Monday, August 30, 2010

Good to be God

As usual, I seem to read books a couple of years after they're published. Either this is because I'm too mean to shell out for a hardback, or there's some sort of timewarp between London and Hong Kong, so that we only get novels long after everyone else. Maybe that's a chance for nostalgia at the cultural lives of nineteenth century expatriates.

Anyway, Tibor Fischer wrote Good To Be God, which has some interesting ideas: it's a wish-fulfilment fantasy where a man takes on a new identity and reinvents himself in Miami.

(Where everything admits of several layers of fakery anyway: I suppose if you want to deny reality, Miami is a good place to do it.)


Unfortunately, because of the archness of the narrator constantly pointing out the pointlessness of reinvention and fantasy, and a middle section of the book where really nothing happens, the initial promise feels squandered. There's some great lines, and some lovely inventions of slang, but the narrator and the book both go nowhere.

Perhaps this is impressive work on the part of Fischer, to give us a narrator we don't care for, but it is hard to detach the narrator from the author's voice, and it's also hard to engage with somebody so gloomy, so eeyoreish.

Or perhaps it's because the blurb gives away too much, or the cheap deus ex machina that unfurls at the end, or the loose ends still flapping around. I'm a little depressed, because Under The Frog was a book that made a real impression on me, but even the call-back to the accidental discovery of an arms-cache in that book isn't fully satisfying; it is just part of a meaningless story that doesn't move us anywhere, even while it's studded with beautiful, cynical, gloriously overwrought sentences.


What you should do -
Every line below is to be set down again exactly; any image stays out.

[Component data from apps and pages]

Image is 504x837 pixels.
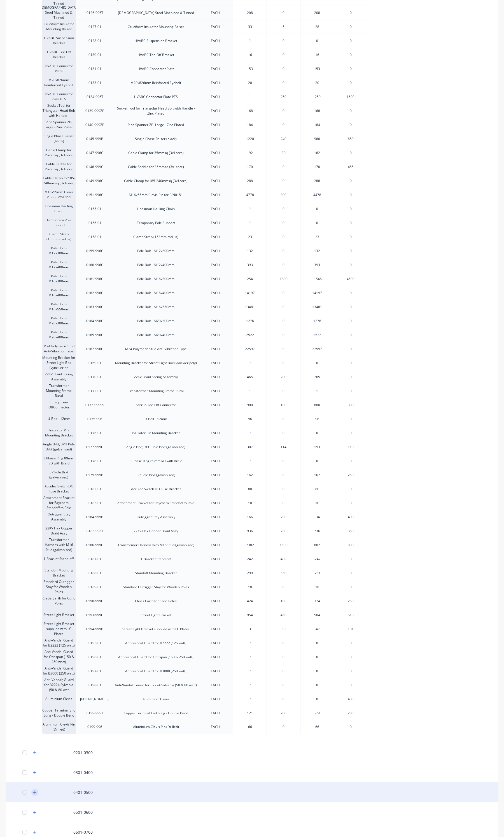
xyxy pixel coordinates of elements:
[75,426,114,440] div: 0176-01
[266,173,300,187] div: 0
[300,356,334,370] div: 0
[334,342,367,356] div: 0
[300,5,334,19] div: 208
[42,328,75,342] div: Pole Bolt - M20x400mm
[197,229,233,243] div: EACH
[266,356,300,370] div: 0
[334,117,367,131] div: 0
[266,412,300,426] div: 0
[114,468,197,482] div: 3P Pole Brkt (galvanised)
[233,6,266,20] div: 208
[334,61,367,75] div: 0
[334,272,367,286] div: 4500
[197,468,233,482] div: EACH
[334,482,367,496] div: 0
[75,398,114,412] div: 0173-999SS
[334,159,367,173] div: 455
[233,20,266,34] div: 33
[334,173,367,187] div: 0
[300,300,334,314] div: 13481
[114,243,197,258] div: Pole Bolt - M12x300mm
[233,342,266,356] div: 22597
[114,187,197,201] div: M16x55mm Clevis Pin for P/N0151
[42,47,75,61] div: HVABC Tee-Off Bracket
[233,314,266,328] div: 1276
[266,384,300,398] div: 0
[75,412,114,426] div: 0175-996
[334,5,367,19] div: 0
[42,187,75,201] div: M16x55mm Clevis Pin for P/N0151
[197,454,233,468] div: EACH
[266,510,300,524] div: 200
[233,468,266,482] div: 162
[42,440,75,454] div: Angle Brkt, 3PH Pole Brkt (galvanised)
[75,47,114,61] div: 0130-01
[266,103,300,117] div: 0
[75,33,114,47] div: 0128-01
[197,75,233,89] div: EACH
[334,131,367,145] div: 650
[75,482,114,496] div: 0182-01
[334,412,367,426] div: 0
[197,33,233,47] div: EACH
[197,356,233,370] div: EACH
[300,258,334,272] div: 393
[334,440,367,454] div: 110
[42,215,75,229] div: Temporary Pole Support
[233,286,266,300] div: 14197
[42,384,75,398] div: Transformer Mounting Frame Rural
[300,468,334,482] div: 162
[114,173,197,187] div: Cable Clamp for185-240mmsq (3x1core)
[197,187,233,201] div: EACH
[114,398,197,412] div: Stirrup Tee-Off Connector
[334,243,367,258] div: 0
[334,33,367,47] div: 0
[42,145,75,159] div: Cable Clamp for 35mmsq (3x1core)
[300,440,334,454] div: 193
[197,117,233,131] div: EACH
[266,33,300,47] div: 0
[197,173,233,187] div: EACH
[266,496,300,510] div: 0
[197,328,233,342] div: EACH
[114,412,197,426] div: U-Bolt - 12mm
[300,201,334,215] div: 0
[42,117,75,131] div: Pipe Spanner ZP- Large - Zinc Plated
[75,201,114,215] div: 0155-01
[266,482,300,496] div: 0
[114,286,197,300] div: Pole Bolt - M16x400mm
[114,159,197,173] div: Cable Saddle for 35mmsq (3x1core)
[197,19,233,33] div: EACH
[42,496,75,510] div: Attachment Bracket for Raychem Standoff to Pole
[75,117,114,131] div: 0140-999ZP
[300,496,334,510] div: 10
[300,229,334,243] div: 23
[266,117,300,131] div: 0
[197,159,233,173] div: EACH
[114,314,197,328] div: Pole Bolt - M20x300mm
[266,47,300,61] div: 0
[233,230,266,244] div: 23
[300,314,334,328] div: 1276
[300,398,334,412] div: 800
[266,272,300,286] div: 1800
[300,215,334,229] div: 0
[75,173,114,187] div: 0149-996G
[197,370,233,384] div: EACH
[300,426,334,440] div: 0
[300,510,334,524] div: -34
[233,174,266,188] div: 288
[197,314,233,328] div: EACH
[233,328,266,342] div: 2522
[233,370,266,384] div: 465
[300,19,334,33] div: 28
[197,426,233,440] div: EACH
[233,496,266,510] div: 10
[334,356,367,370] div: 0
[266,201,300,215] div: 0
[233,482,266,496] div: 80
[114,215,197,229] div: Temporary Pole Support
[233,258,266,272] div: 393
[75,370,114,384] div: 0170-01
[334,300,367,314] div: 0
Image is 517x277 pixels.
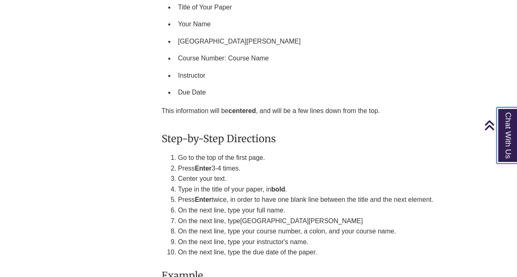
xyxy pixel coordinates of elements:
li: Press twice, in order to have one blank line between the title and the next element. [178,194,462,205]
li: Go to the top of the first page. [178,153,462,163]
strong: centered [228,107,256,114]
li: Your Name [175,16,462,33]
li: Course Number: Course Name [175,50,462,67]
strong: Enter [195,196,212,203]
li: On the next line, type your course number, a colon, and your course name. [178,226,462,237]
li: On the next line, type [178,216,462,226]
li: Type in the title of your paper, in . [178,184,462,195]
strong: bold [271,186,285,193]
p: This information will be , and will be a few lines down from the top. [162,101,462,121]
li: On the next line, type your full name. [178,205,462,216]
span: [GEOGRAPHIC_DATA][PERSON_NAME] [240,217,363,224]
h3: Step-by-Step Directions [162,129,462,148]
li: Press 3-4 times. [178,163,462,174]
li: On the next line, type your instructor's name. [178,237,462,247]
li: Center your text. [178,173,462,184]
li: Instructor [175,67,462,84]
li: Due Date [175,84,462,101]
a: Back to Top [484,120,515,131]
strong: Enter [195,165,212,172]
li: [GEOGRAPHIC_DATA][PERSON_NAME] [175,33,462,50]
li: On the next line, type the due date of the paper. [178,247,462,258]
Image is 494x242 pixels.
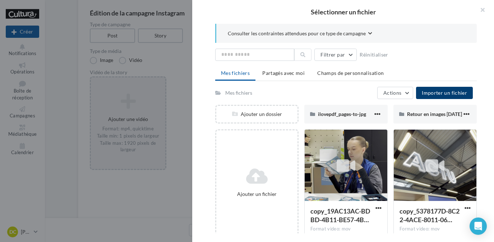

Output -
Image is 504x837 pixels.
xyxy pixel coordinates of elements:
[75,426,114,440] div: 0176-01
[266,173,300,187] div: 0
[300,356,334,370] div: 0
[334,342,367,356] div: 0
[300,5,334,19] div: 208
[42,328,75,342] div: Pole Bolt - M20x400mm
[197,229,233,243] div: EACH
[266,356,300,370] div: 0
[334,117,367,131] div: 0
[266,412,300,426] div: 0
[114,468,197,482] div: 3P Pole Brkt (galvanised)
[233,6,266,20] div: 208
[334,61,367,75] div: 0
[334,272,367,286] div: 4500
[197,468,233,482] div: EACH
[334,482,367,496] div: 0
[75,398,114,412] div: 0173-999SS
[334,159,367,173] div: 455
[233,20,266,34] div: 33
[334,173,367,187] div: 0
[300,300,334,314] div: 13481
[114,243,197,258] div: Pole Bolt - M12x300mm
[233,342,266,356] div: 22597
[114,187,197,201] div: M16x55mm Clevis Pin for P/N0151
[42,47,75,61] div: HVABC Tee-Off Bracket
[233,314,266,328] div: 1276
[266,384,300,398] div: 0
[75,412,114,426] div: 0175-996
[334,5,367,19] div: 0
[42,187,75,201] div: M16x55mm Clevis Pin for P/N0151
[197,454,233,468] div: EACH
[266,510,300,524] div: 200
[233,468,266,482] div: 162
[42,440,75,454] div: Angle Brkt, 3PH Pole Brkt (galvanised)
[75,47,114,61] div: 0130-01
[266,103,300,117] div: 0
[75,33,114,47] div: 0128-01
[197,75,233,89] div: EACH
[334,131,367,145] div: 650
[75,482,114,496] div: 0182-01
[334,412,367,426] div: 0
[197,33,233,47] div: EACH
[197,356,233,370] div: EACH
[300,258,334,272] div: 393
[334,440,367,454] div: 110
[42,215,75,229] div: Temporary Pole Support
[233,286,266,300] div: 14197
[42,384,75,398] div: Transformer Mounting Frame Rural
[300,468,334,482] div: 162
[114,173,197,187] div: Cable Clamp for185-240mmsq (3x1core)
[197,187,233,201] div: EACH
[114,398,197,412] div: Stirrup Tee-Off Connector
[334,243,367,258] div: 0
[334,33,367,47] div: 0
[42,145,75,159] div: Cable Clamp for 35mmsq (3x1core)
[300,440,334,454] div: 193
[197,117,233,131] div: EACH
[266,33,300,47] div: 0
[197,173,233,187] div: EACH
[266,496,300,510] div: 0
[197,328,233,342] div: EACH
[114,412,197,426] div: U-Bolt - 12mm
[300,201,334,215] div: 0
[42,117,75,131] div: Pipe Spanner ZP- Large - Zinc Plated
[75,201,114,215] div: 0155-01
[266,482,300,496] div: 0
[114,286,197,300] div: Pole Bolt - M16x400mm
[114,159,197,173] div: Cable Saddle for 35mmsq (3x1core)
[197,19,233,33] div: EACH
[42,496,75,510] div: Attachment Bracket for Raychem Standoff to Pole
[75,117,114,131] div: 0140-999ZP
[300,496,334,510] div: 10
[300,229,334,243] div: 23
[266,117,300,131] div: 0
[197,159,233,173] div: EACH
[114,314,197,328] div: Pole Bolt - M20x300mm
[266,47,300,61] div: 0
[233,230,266,244] div: 23
[300,314,334,328] div: 1276
[300,398,334,412] div: 800
[266,272,300,286] div: 1800
[300,215,334,229] div: 0
[75,173,114,187] div: 0149-996G
[197,370,233,384] div: EACH
[300,426,334,440] div: 0
[300,510,334,524] div: -34
[233,174,266,188] div: 288
[197,314,233,328] div: EACH
[233,328,266,342] div: 2522
[233,370,266,384] div: 465
[300,19,334,33] div: 28
[197,426,233,440] div: EACH
[233,496,266,510] div: 10
[334,356,367,370] div: 0
[266,201,300,215] div: 0
[233,482,266,496] div: 80
[114,215,197,229] div: Temporary Pole Support
[233,258,266,272] div: 393
[75,370,114,384] div: 0170-01
[334,300,367,314] div: 0
Image is 517x277 pixels.
xyxy pixel coordinates of elements:
li: Press twice, in order to have one blank line between the title and the next element. [178,194,462,205]
li: Go to the top of the first page. [178,153,462,163]
strong: centered [228,107,256,114]
li: Your Name [175,16,462,33]
li: Course Number: Course Name [175,50,462,67]
strong: Enter [195,196,212,203]
li: On the next line, type your course number, a colon, and your course name. [178,226,462,237]
li: On the next line, type [178,216,462,226]
li: Type in the title of your paper, in . [178,184,462,195]
strong: bold [271,186,285,193]
p: This information will be , and will be a few lines down from the top. [162,101,462,121]
li: On the next line, type your full name. [178,205,462,216]
span: [GEOGRAPHIC_DATA][PERSON_NAME] [240,217,363,224]
h3: Step-by-Step Directions [162,129,462,148]
li: Press 3-4 times. [178,163,462,174]
li: On the next line, type your instructor's name. [178,237,462,247]
li: Center your text. [178,173,462,184]
li: Instructor [175,67,462,84]
li: Due Date [175,84,462,101]
a: Back to Top [484,120,515,131]
strong: Enter [195,165,212,172]
li: [GEOGRAPHIC_DATA][PERSON_NAME] [175,33,462,50]
li: On the next line, type the due date of the paper. [178,247,462,258]
Image is 494x242 pixels.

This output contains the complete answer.